Eternal Silence (sculpture)
Eternal Silence, alternatively known as the Dexter Graves Monument or the Statue of Death, is a monument in Chicago's Graceland Cemetery and features a bronze sculpture of a hooded and draped figure set upon, and backdropped by, black granite. It was created by American sculptor Lorado Taft in 1909.
History
The monument commemorates Dexter Graves, who in 1831 led a group of thirteen families from Ohio to settle in Chicago. Graves died in 1844, 75 years before the statue's creation and 16 years before Graceland Cemetery was founded. His body was presumably relocated from its original resting place at the old City Cemetery. The will of Graves' son Henry, who died in 1907, provided $250,000 in funds for the monument and another $40,000 intended to commemorate Henry's favorite race horse, Ike Cook. The Cook monument was to stand alongside a drinking fountain for horses in Washington Park. The horse monument never materialized, despite the construction of a model; instead, in 1920, another Taft piece, Fountain of Time, was built in its place and features a hooded figure similar to the one in Eternal Silence.Ada Bartlett Taft's 1946 book Lorado Taft; Sculptor and Citizen lists Eternal Silence as one of the artist's most important works. Images of Eternal Silence have been used in other artworks, including those by Claes Oldenburg. One folktale claims that looking into the eyes of the statue's hooded figure causes the viewer to see a vision of his or her own death.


What the task requires —
All lines from the one that has "this is a 1024*683" onward to the end of the records below are to be returned exactly; pictures are to be skipped.

Listed entries —

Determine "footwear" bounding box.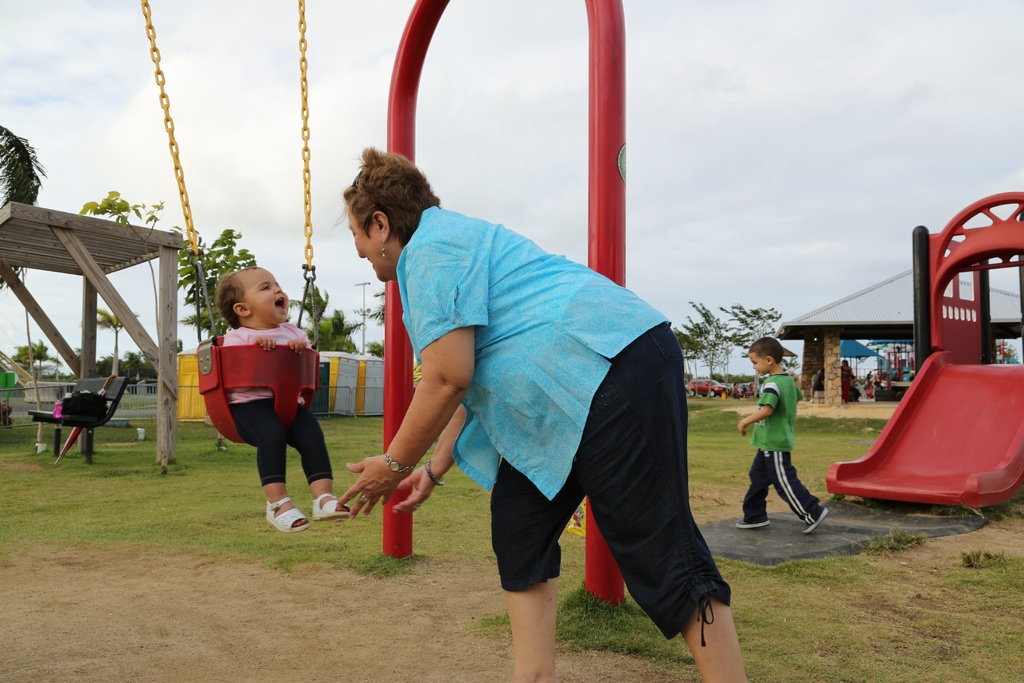
Determined: left=266, top=495, right=310, bottom=533.
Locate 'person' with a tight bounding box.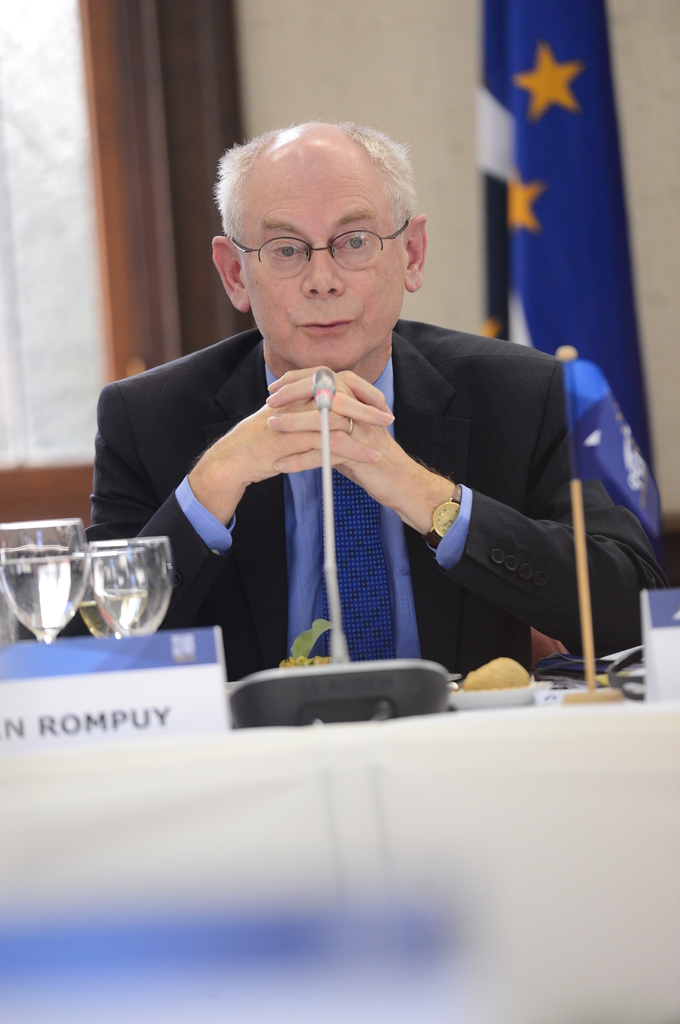
locate(86, 120, 638, 723).
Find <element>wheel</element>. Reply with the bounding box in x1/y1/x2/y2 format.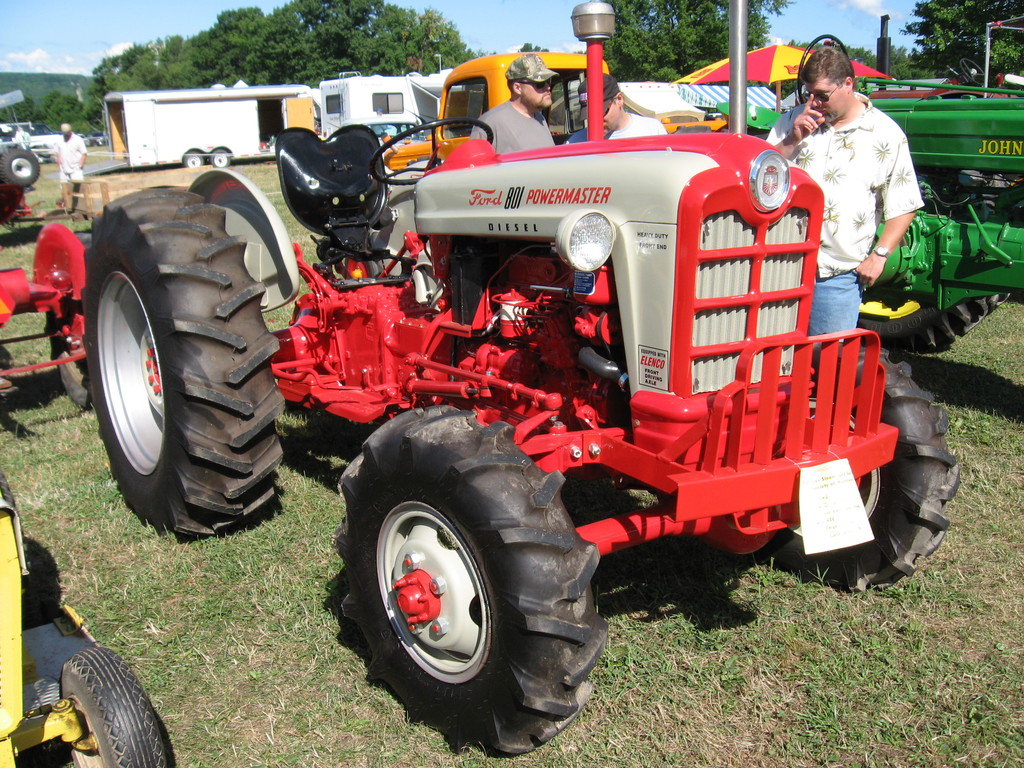
847/182/1006/360.
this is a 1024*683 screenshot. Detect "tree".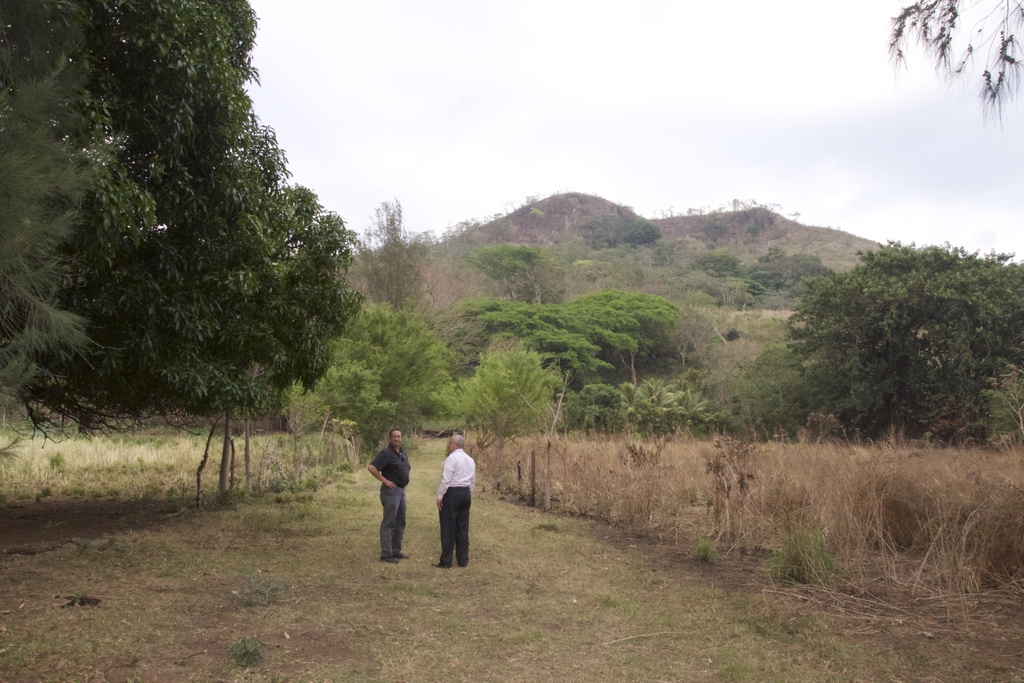
locate(306, 309, 462, 458).
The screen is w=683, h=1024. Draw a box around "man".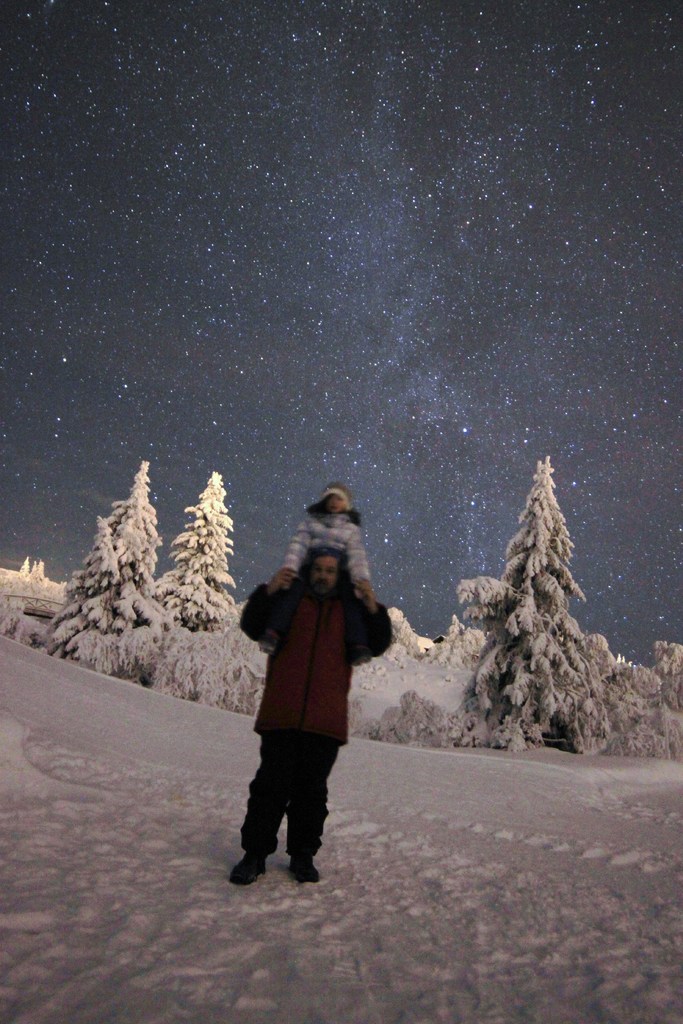
{"x1": 227, "y1": 492, "x2": 393, "y2": 897}.
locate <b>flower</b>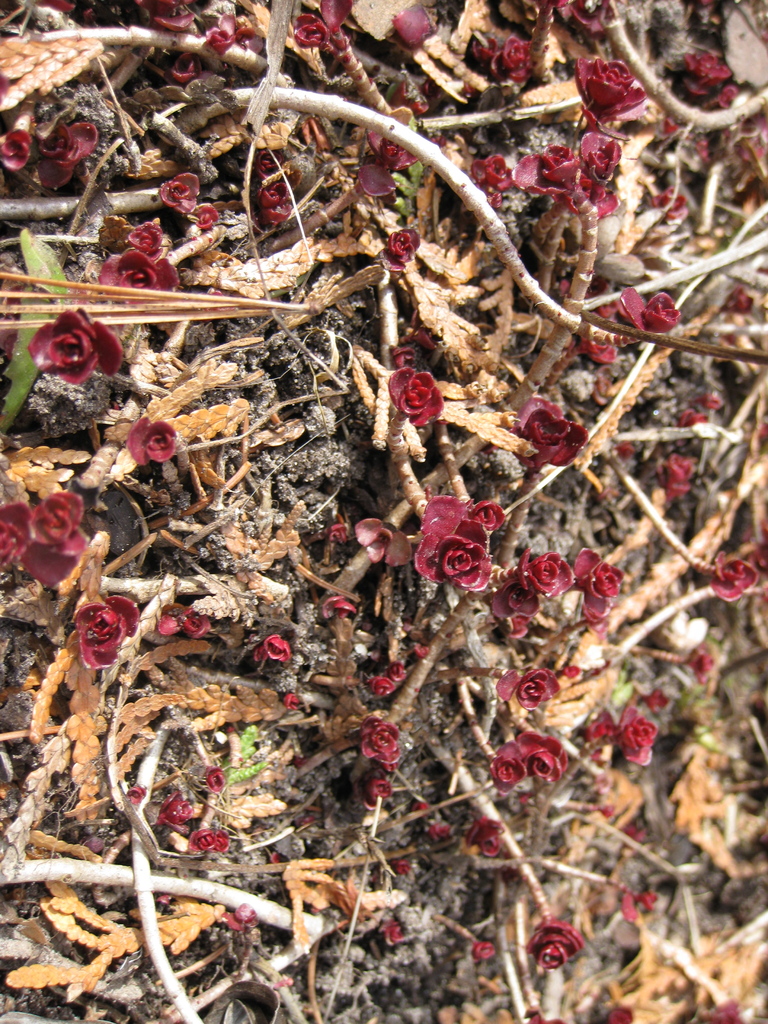
x1=128, y1=221, x2=164, y2=253
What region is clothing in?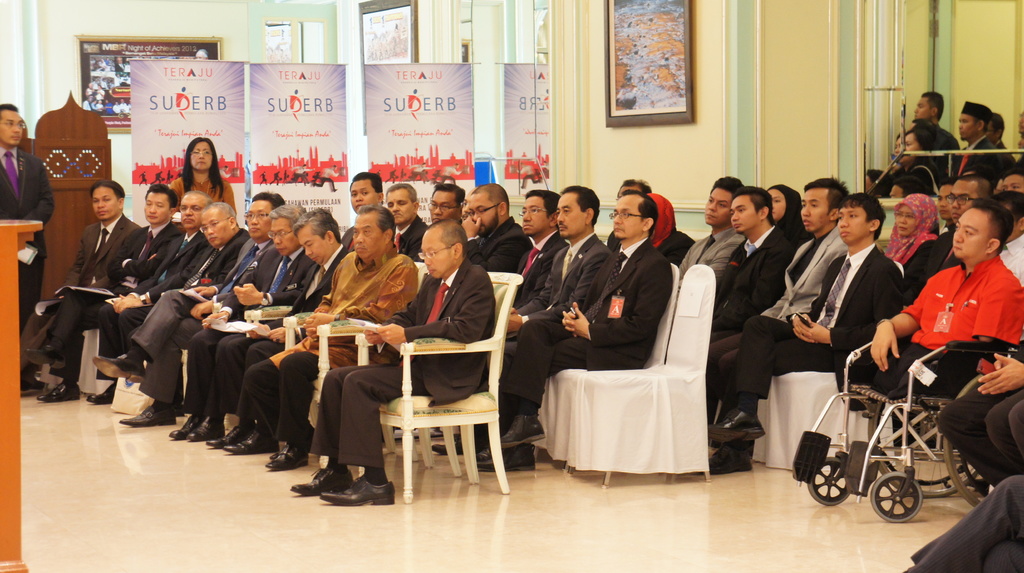
Rect(181, 245, 316, 416).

Answer box —
this is a 1024*683 screenshot. Detect "tree".
locate(306, 309, 462, 458).
The screen is w=683, h=1024. Draw a box around "man".
{"x1": 227, "y1": 492, "x2": 393, "y2": 897}.
locate <b>flower</b>
x1=128, y1=221, x2=164, y2=253
What region is clothing in?
Rect(181, 245, 316, 416).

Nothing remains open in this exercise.